December 10, 2011

SAINT MARTIN I

Pope and Martyr
(†655)
 

Saint Martin, who occupied the Roman See from 649 to 655, was a native of Toscany, and became celebrated amid the clergy of Rome for his learning and his sanctity. When he was elected Pope, Rome echoed with cries of joy; the clergy, the Senate and the people gave witness to their great satisfaction, and the emperor approved this happy choice. He did not disappoint the hopes of the Church; piety towards God and charity to the poor were his two rules of life. He repaired churches falling into ruin and restored peace between divergent factions, but his greatest concern was to maintain in the Church the precious heritage of the true faith.

For this purpose he assembled in the Lateran Church a Council of a hundred bishops, which condemned the principal heads of the eastern Monothelite heresy, again raising its head. Saint Martin himself sent out an encyclical letter to all prelates, showing that a spurious Credo circulating in the east was erroneous, and excommunicating all who followed it. He incurred the enmity of the Byzantine court and even of two patriarchs, by his energetic opposition to their errors, and the Exarch of Ravenna, representing the oriental Emperor Constant II in Italy, went so far as to endeavor to procure the assassination of the Pope while he stood at the altar in the Church of Saint Mary Major. The would-be murderer, a page of the Exarch, was miraculously struck blind, however, and his lord refused to have any further role in the matter. But the eastern Emperor’s successor had no such scruples. After having the holy Pontiff accused of many fabricated misdeeds, he seized Saint Martin — who did not resist or permit resistance, for fear of bloodshed in Rome — then had him conveyed to Constantinople on board a vessel bound for that port. None of his clergy were permitted to accompany him; he was boarded at night in secret.

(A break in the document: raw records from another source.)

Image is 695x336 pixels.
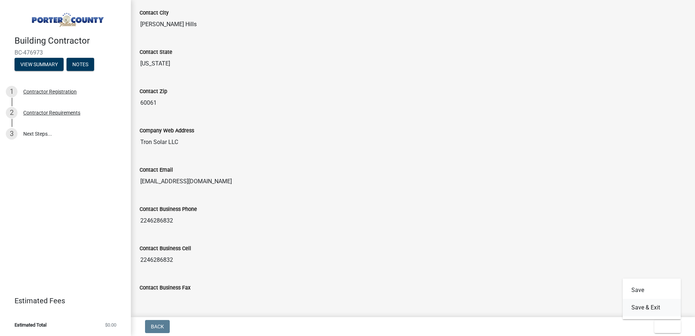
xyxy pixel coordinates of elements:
[15,62,64,68] wm-modal-confirm: Summary
[660,323,670,329] span: Exit
[140,207,197,212] label: Contact Business Phone
[23,110,80,115] div: Contractor Requirements
[140,246,191,251] label: Contact Business Cell
[105,322,116,327] span: $0.00
[6,293,119,308] a: Estimated Fees
[6,107,17,118] div: 2
[6,86,17,97] div: 1
[654,320,681,333] button: Exit
[140,50,172,55] label: Contact State
[622,299,681,316] button: Save & Exit
[66,62,94,68] wm-modal-confirm: Notes
[15,322,47,327] span: Estimated Total
[145,320,170,333] button: Back
[140,285,190,290] label: Contact Business Fax
[622,278,681,319] div: Exit
[15,8,119,28] img: Porter County, Indiana
[15,49,116,56] span: BC-476973
[140,128,194,133] label: Company Web Address
[140,11,169,16] label: Contact City
[15,36,125,46] h4: Building Contractor
[66,58,94,71] button: Notes
[151,323,164,329] span: Back
[6,128,17,140] div: 3
[622,281,681,299] button: Save
[15,58,64,71] button: View Summary
[140,89,167,94] label: Contact Zip
[140,168,173,173] label: Contact Email
[23,89,77,94] div: Contractor Registration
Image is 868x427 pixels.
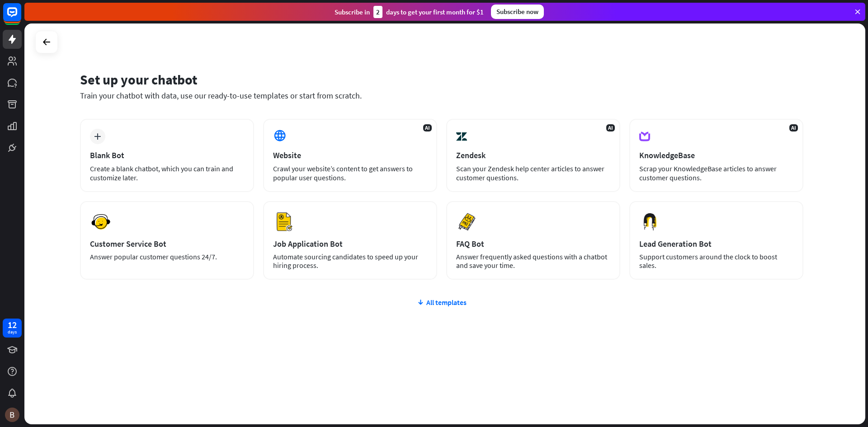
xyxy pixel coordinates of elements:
div: Lead Generation Bot [639,239,794,249]
div: days [7,330,17,335]
div: Crawl your website’s content to get answers to popular user questions. [273,164,427,183]
div: Blank Bot [90,150,244,160]
div: Automate sourcing candidates to speed up your hiring process. [273,253,427,270]
i: plus [94,134,101,140]
div: Support customers around the clock to boost sales. [639,253,794,270]
div: Create a blank chatbot, which you can train and customize later. [90,164,244,183]
div: Subscribe in days to get your first month for $1 [334,6,484,18]
div: 12 [7,321,17,330]
a: 12 days [2,319,21,338]
div: Set up your chatbot [80,71,804,88]
div: Job Application Bot [273,239,427,249]
span: AI [606,125,615,131]
div: All templates [80,298,804,307]
div: Customer Service Bot [90,239,244,249]
div: 2 [373,6,382,18]
div: Subscribe now [491,4,544,19]
div: Zendesk [456,150,610,160]
span: AI [423,125,432,131]
span: AI [790,125,798,131]
div: FAQ Bot [456,239,610,249]
div: Train your chatbot with data, use our ready-to-use templates or start from scratch. [80,91,804,101]
div: Answer frequently asked questions with a chatbot and save your time. [456,253,610,270]
div: Scan your Zendesk help center articles to answer customer questions. [456,164,610,183]
div: Scrap your KnowledgeBase articles to answer customer questions. [639,164,794,183]
div: Website [273,150,427,160]
div: Answer popular customer questions 24/7. [90,253,244,261]
div: KnowledgeBase [639,150,794,160]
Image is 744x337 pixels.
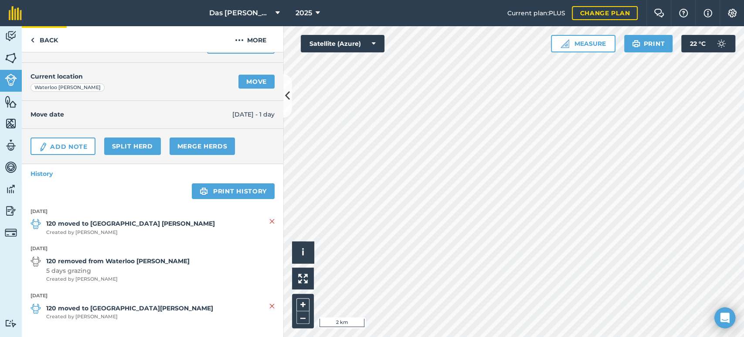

After a three month’s voyage the ship anchored at the island of Naxos in the Aegean Sea, where the Pope was kept in confinement for a year, then finally brought in chains to the imperial city in 654, where he was imprisoned for three months. When he appeared before his judge he was unable to stand without support; but the pitiless magistrate heard his accusers and sentenced him to be chained and dragged through the streets of the city. He bade farewell to his companions in captivity before he left, banished to the present-day Crimea (the Chersonese in those days), saying to them when they wept: “Rejoice with me that I have been found worthy to suffer for the name of Jesus Christ.” There, where a famine prevailed, he lingered on for four months, abandoned to sickness and starvation but maintaining perfect serenity, until God released him by death from his tribulations on the 12th of November, 655. In a letter he sent from there, which has been conserved, the Pope wrote: “For this miserable body, the Lord will have care; He is near. What is there to alarm me? I hope in His mercy, it will not be long before it terminates my career.”

Reflection: There have been times in the history of Christianity when its truths have seemed on the verge of extinction. But there is a Church whose testimony has never failed — it is the Church of Saint Peter. Where Peter is, there also is the Church! When the Pope is unable to speak, his deeds speak more eloquently still.